8º of latitude

Richard Laidlaw on things that interest, engage and enrage


The Mad World of Manipulative Mendacity

How The Australian’s breaking news website portrayed China’s response on Mar. 14.


The boys are about with their tin drums again. They’re dressing in uniform and singing marching songs. The Australian’s breaking news service popped up this colourful fear-maker yesterday asserting that the Chinese have said we’re a target. They haven’t, and won’t, short of an actual hot war instead of just the megaphone blasts of hot air coming from the Anglo Club.

What Beijing has said is that because of our accession to the AUKUS triad – the Chinese know all about triads, we should remember – Australia is now factored firmly into Chinese war assessments. That’s some distance back from the locked-on with live missiles threat Murdoch’s pamphleteers would like us to think is the situation. But it would be juvenile to suppose that rattling the fence and shouting that we’re the Black Knight and we’re with our pals Last Stand Custer and Flashman Redux, and we’re inviting the Chinese to come out so we can bite them on the knees, will force them to rethink their strategy.

Paul Keating got it right when he said signing up to the AUKUS hoopla was the worst decision a Labor government had ever made. That partisan point is for ALP consideration and is valid. But it’s not only paid up, rusted on members of the ALP who are astounded by Prime Minister Anthony Albanese’s decision to sign up, or the carefully orchestrated two-finger salute the announcement in San Diego this week gave to China.

The Americans want us to think that China is an existential threat to their country and therefore to our own. It isn’t, short of catastrophic miscalculation on either side of a politically created divide. But China is a probable threat to Taiwan and the world should persuade it politically not to try to force reunification. China as an economy is certainly a threat to America’s desire that it should remain the preferred global destination of foreign remittances. But unless you’re a fascist or a madman, the natural relative decline of terms of trade are not a casus belli.

So to put AUKUS in a perspective not favoured by the Anglo cheer squads: America wants to stay on top; the British, having lost two empires and lately their relevance to the European mainland, want to create another empire (though this time virtual); and we’re happy to tag along because then we get to play with the big boys, are allowed access to some of their toys, and can fool ourselves that they’ll protect us from the bad guys if everything goes belly up. It would be risible were it not so painfully stupid.

It might elude all manner of politicians, though it surely does not evade capture by diplomatists, military realists, even naval types with submarine envy, or most importantly of all the business community, that Australia has strategic priorities very different from those of the UK and the USA. We live right in the middle of the archipelagic and oceanic Indian and Pacific regions that relatively declining America and plainly rising China are now contesting. We can’t just go home if the play goes against us. This is our home. I don’t think that for all their rhetoric, Joe Biden or Rishi Sunak fully comprehend that. Unless they’re fooling themselves or are being disingenuous.

To play our proper part in the sort of loose alliance that we should promote as a means of playing dominoes with the Chinese, we certainly need submarines. These need to be fully sovereign boats (the nuclear sub option will never give us sovereignty on or below the waves) and they need to be affordable.

As opposition leader Peter Dutton notes, we can’t cannibalise the entire Australian Defence Force to pay for this indulgence. It’s a pity he didn’t go on to say that successive governments have penny-pinched defence in just about every area of otherwise useful expenditure, to the extent that under-equipped RAAF planes cannot fly into high-threat areas (not even C-17, C-130 and Spartan transports, to say nothing of electronic surveillance aircraft and strike fighters). But never mind: Dutton’s in opposition; used properly, it can be a very good thinking space.

Nonetheless, the opposition is in lock-step with the government on AUKUS. Because flags, uniforms, funk, not necessarily in that order. So we shouldn’t expect too much in the way of a Reformation from the Liberals and Nationals. It’ll still be All the Way if the Big Boys Play.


• WORK ORDER:
In the records below, work out how many lines hold the word "junior". Report the number alone.

** THE DATA follows **

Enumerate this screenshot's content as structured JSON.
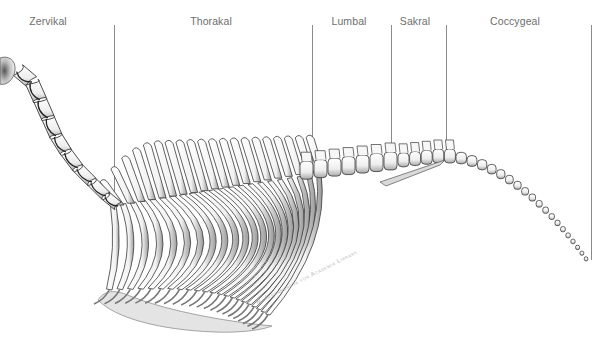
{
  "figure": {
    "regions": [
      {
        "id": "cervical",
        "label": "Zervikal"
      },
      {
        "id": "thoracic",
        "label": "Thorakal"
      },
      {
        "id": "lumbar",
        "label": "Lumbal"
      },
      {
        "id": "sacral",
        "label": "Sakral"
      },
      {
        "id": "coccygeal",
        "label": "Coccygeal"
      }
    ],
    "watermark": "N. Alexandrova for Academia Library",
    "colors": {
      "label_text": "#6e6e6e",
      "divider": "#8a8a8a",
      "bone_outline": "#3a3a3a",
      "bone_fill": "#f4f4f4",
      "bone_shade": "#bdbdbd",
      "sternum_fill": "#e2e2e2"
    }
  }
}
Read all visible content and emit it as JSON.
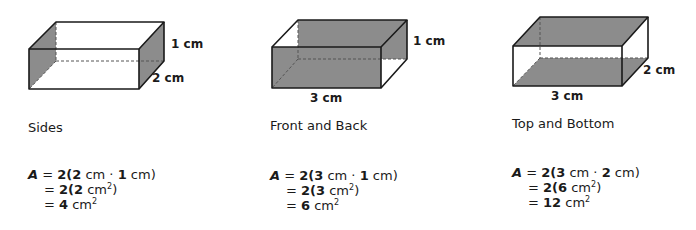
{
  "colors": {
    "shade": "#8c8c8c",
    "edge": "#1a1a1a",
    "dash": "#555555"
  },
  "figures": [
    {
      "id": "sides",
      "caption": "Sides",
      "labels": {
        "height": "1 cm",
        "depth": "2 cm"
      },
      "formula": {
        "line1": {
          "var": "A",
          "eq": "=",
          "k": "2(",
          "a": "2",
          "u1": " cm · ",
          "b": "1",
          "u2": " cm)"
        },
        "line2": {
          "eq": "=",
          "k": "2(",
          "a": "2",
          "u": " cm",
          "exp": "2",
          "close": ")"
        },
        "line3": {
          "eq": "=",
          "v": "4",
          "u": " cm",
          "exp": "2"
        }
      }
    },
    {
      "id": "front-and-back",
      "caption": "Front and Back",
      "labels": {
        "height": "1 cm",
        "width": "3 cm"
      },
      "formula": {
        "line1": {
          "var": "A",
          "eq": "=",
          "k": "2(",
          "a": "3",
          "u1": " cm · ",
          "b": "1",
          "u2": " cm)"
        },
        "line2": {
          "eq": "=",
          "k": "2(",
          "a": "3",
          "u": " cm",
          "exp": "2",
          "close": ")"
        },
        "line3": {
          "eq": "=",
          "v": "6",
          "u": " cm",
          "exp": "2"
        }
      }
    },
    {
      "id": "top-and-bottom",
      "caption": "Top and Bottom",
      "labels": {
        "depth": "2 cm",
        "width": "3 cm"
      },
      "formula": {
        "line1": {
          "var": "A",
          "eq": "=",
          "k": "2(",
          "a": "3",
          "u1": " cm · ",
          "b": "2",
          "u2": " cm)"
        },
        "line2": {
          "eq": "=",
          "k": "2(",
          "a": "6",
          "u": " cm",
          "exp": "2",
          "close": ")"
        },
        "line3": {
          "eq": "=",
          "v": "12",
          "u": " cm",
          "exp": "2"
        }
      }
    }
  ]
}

** End of THE DATA **
** THE DATA follows **

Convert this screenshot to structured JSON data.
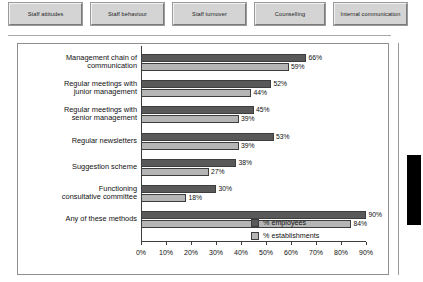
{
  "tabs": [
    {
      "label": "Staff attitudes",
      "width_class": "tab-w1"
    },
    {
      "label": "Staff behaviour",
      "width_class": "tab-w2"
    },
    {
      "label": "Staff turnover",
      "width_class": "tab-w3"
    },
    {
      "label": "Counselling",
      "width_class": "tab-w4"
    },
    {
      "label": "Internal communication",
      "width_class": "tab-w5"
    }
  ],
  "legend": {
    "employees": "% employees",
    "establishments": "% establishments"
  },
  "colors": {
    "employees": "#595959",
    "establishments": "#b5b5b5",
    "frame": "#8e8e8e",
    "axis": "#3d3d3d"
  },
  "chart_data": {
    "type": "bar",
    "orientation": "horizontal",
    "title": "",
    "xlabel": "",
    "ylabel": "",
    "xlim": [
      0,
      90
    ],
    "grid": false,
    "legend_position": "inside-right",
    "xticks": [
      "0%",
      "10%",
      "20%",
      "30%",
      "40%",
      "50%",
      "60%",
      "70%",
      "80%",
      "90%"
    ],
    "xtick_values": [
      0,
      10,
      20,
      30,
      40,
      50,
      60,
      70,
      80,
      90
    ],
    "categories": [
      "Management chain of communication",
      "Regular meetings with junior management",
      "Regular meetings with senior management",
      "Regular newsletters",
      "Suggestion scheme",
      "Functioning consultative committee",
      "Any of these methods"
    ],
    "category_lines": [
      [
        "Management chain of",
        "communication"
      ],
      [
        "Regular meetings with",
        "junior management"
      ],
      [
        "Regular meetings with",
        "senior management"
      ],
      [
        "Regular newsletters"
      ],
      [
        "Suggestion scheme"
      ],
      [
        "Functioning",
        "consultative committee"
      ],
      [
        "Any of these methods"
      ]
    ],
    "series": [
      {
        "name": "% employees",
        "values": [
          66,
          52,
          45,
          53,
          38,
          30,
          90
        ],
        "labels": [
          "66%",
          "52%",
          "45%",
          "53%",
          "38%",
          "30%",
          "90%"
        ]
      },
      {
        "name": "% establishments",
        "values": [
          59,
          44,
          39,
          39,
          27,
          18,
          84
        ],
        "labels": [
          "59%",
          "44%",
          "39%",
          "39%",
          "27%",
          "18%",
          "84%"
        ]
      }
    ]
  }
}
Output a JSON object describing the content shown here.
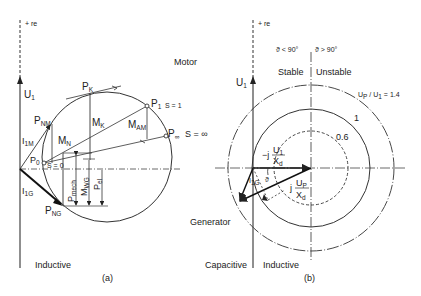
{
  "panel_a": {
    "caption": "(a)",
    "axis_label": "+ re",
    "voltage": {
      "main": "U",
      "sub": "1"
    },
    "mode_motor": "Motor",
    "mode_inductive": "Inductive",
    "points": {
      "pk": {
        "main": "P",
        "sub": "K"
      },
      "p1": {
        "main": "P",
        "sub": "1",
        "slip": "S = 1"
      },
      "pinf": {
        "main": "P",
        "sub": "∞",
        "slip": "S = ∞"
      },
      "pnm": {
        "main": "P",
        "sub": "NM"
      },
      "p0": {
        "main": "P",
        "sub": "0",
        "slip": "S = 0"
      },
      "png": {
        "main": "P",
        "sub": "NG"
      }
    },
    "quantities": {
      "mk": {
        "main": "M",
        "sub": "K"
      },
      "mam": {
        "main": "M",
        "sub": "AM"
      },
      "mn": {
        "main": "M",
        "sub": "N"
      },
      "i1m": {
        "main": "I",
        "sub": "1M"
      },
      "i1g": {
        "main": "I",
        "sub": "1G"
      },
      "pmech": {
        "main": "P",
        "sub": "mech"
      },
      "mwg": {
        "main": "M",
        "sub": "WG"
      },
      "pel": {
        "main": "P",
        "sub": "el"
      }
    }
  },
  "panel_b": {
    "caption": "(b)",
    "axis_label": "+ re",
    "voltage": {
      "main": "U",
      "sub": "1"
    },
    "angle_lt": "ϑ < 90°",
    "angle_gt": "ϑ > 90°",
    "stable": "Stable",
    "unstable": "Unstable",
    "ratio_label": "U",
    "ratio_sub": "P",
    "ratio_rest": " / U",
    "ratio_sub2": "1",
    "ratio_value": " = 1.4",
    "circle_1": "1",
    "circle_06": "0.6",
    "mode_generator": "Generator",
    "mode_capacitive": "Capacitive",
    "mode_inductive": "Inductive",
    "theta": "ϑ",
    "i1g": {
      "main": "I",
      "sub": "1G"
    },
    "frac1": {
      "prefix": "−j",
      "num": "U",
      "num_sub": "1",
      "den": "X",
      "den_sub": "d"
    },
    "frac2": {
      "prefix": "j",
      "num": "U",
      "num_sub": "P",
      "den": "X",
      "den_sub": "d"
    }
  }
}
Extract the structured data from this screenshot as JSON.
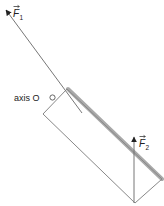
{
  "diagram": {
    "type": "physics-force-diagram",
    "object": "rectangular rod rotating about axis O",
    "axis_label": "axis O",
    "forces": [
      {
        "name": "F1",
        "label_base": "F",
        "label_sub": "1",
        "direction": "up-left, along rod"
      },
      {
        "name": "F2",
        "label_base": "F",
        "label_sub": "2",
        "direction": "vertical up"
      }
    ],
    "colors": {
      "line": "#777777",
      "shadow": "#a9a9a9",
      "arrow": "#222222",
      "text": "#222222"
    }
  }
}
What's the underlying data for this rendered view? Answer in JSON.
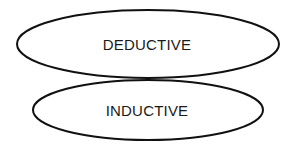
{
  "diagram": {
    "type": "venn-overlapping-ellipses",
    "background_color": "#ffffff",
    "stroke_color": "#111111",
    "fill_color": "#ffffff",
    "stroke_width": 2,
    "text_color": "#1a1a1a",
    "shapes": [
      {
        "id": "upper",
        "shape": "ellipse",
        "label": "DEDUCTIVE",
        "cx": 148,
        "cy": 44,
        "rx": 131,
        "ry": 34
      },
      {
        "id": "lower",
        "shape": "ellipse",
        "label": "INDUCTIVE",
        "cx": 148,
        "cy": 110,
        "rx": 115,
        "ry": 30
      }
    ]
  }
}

** End of THE DATA **

• REPLY:
2